A new child concussion resource is pooling symptom management and strategies into one place for parents, schools and coaches.
"Children and youth tend to take a longer time to recover simply because their brains are still developing, their head and neck musculature is still forming so it's really imperative that how a concussion is handled in the minutes, days, hours after injury can really affect the extent of damage and the recovery from injury," said Dr. Shelina Babul, a sports injury specialist.
She's also the associate director and at the BC Injury Research & Prevention Unit and BC Children's Hospital, which developed the Concussion Awareness Training Tool (CATT).
Online at www.cattonline.com, it will be updated on a monthly basis and is broken down into sections for the key adults involved in the affected student's life. For the teachers, CATT has suggested modifications, such as reducing reading and homework, shortening the school day or adjusting deadlines for projects and tests.
The goal is to provide better care and better outcomes, because if properly managed, 85 per cent of concussions can be resolved after two weeks.
The conversation around concussion started picking up after Sidney Crosby was sidelined, Babul said, and it started to reveal gaps in approach among the average Canadian.
"We recognized very quickly that there was a disconnect in the standard of care that was being given at all levels," Babul said.
"From medical provisions themselves, to parents and coaches not being aware of how to recognize and manage their child or player, school professionals for students reintegrating into the school setting."
Announced this week, it's still early days for getting it in the hands of educators.
"For each of the tools we're contacting the necessary agencies, organizations, groups to help disseminate," she said, so they're just starting to send them to school districts, teachers associations and more. "It's important to really stress return to learn should definitely come before return to play."
After looking at the tool for the first time, Grant Erickson, a football coach and teacher at College Heights secondary school, said he sees a need for it.
"It looks awesome, just having a resource that everyone can go to. It sort of helps everyone get on the same page," said Erickson, who has taken a sports aide program in the past that covers concussion injuries.
Returning to the classroom is a key part in a youth's recovery, Erickson said, and should be highlighted.
"It's been a piece that's been missing," Erickson said, "To help the teachers in the school to be able to bring a kid a back into the school, re-enter into the school and have a plan in place so that the recovery speeds up.
"It think it's huge."
It's important to acknowledge a concussion is a brain injury, Babul said.
"If you think about it, really the mechanics around what's happening to the brain, it's a movement of the brain inside the skull and I don't think a lot of people recognize that it is a brain injury," she said.
"It's not just a knock to the skull."
After a head injury, simple things at school can bring back symptoms, the release noted.
"Stimulation from other kids in the classroom, loud noises on the playground, and the stress of school work can trigger headaches, nausea, dizziness and confusion."
"It's such a difficult thing to diagnose," said Erickson, and as a coach that's not their role, but it helps for all involved to understand the symptoms.
"It's making the teachers aware and giving the teachers some tools to deal with it so when they do come back to school it's not overwhelming.
"There's pieces in place where we can lighten the workload. Or bringing them to school for half a day at a time. It's advantageous to the school."
For Erickson, it's also important to stress more talk between parents, coaches and other teachers who aren't aware of the child's outside activities.
"It would be so much more helpful to the teachers in the school if they knew ahead of time (that a player was hurt)," he said.
"The communication is huge, letting the staff know, letting the teachers know ahead of time."
That communication happens with his sport, because he's in the school and he knows what happened the night before or over the weekend on the field.
"If you're a community coach then it's pretty hard to be that bridge," he said.
Sarah Holland, chair of the Prince George District Parent Advisory Council, hadn't heard of the resource but said she would be putting it on DPAC's website.
"(It's) something I think there's a need for," she said by email.
Editor's note: Samantha Wright Allen is a finalist for the John Collison Memorial Award for Investigative Journalism from the B.C. Yukon Community Newspapers Association for her 2015 series on the efforts of local residents, one of them a teenage girl, to rebuild their lives after sustaining debilitating head injuries.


TASK STATEMENT: Nothing but the images is to be left out of your exact copy of the entries.

DATA FOR ANALYSIS:
*** Begin section ***

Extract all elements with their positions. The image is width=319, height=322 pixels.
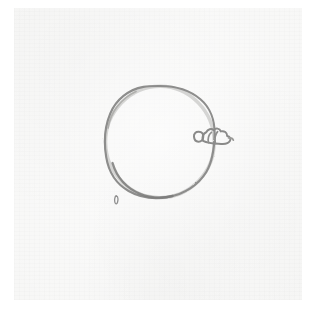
paper-texture xyxy=(14,8,302,300)
paper-vignette xyxy=(14,8,302,300)
paper-sheet xyxy=(14,8,302,300)
screenshot-canvas: A hand-drawn circle in light graphite on… xyxy=(0,0,319,322)
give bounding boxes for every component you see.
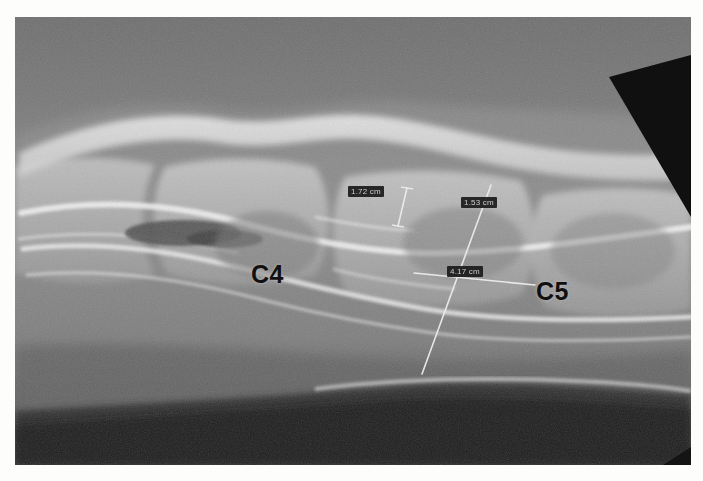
screenshot-root: C4 C5 1.72 cm 1.53 cm 4.17 cm [0, 0, 703, 481]
radiograph-image: C4 C5 1.72 cm 1.53 cm 4.17 cm [15, 17, 691, 465]
radiograph-canvas [15, 17, 691, 465]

*** End section ***

YOUR SOLUTION:
Extract all elements with their positions. The image is width=319, height=322 pixels.
paper-texture xyxy=(14,8,302,300)
paper-vignette xyxy=(14,8,302,300)
paper-sheet xyxy=(14,8,302,300)
screenshot-canvas: A hand-drawn circle in light graphite on… xyxy=(0,0,319,322)
give bounding boxes for every component you see.
screenshot-root: C4 C5 1.72 cm 1.53 cm 4.17 cm [0, 0, 703, 481]
radiograph-image: C4 C5 1.72 cm 1.53 cm 4.17 cm [15, 17, 691, 465]
radiograph-canvas [15, 17, 691, 465]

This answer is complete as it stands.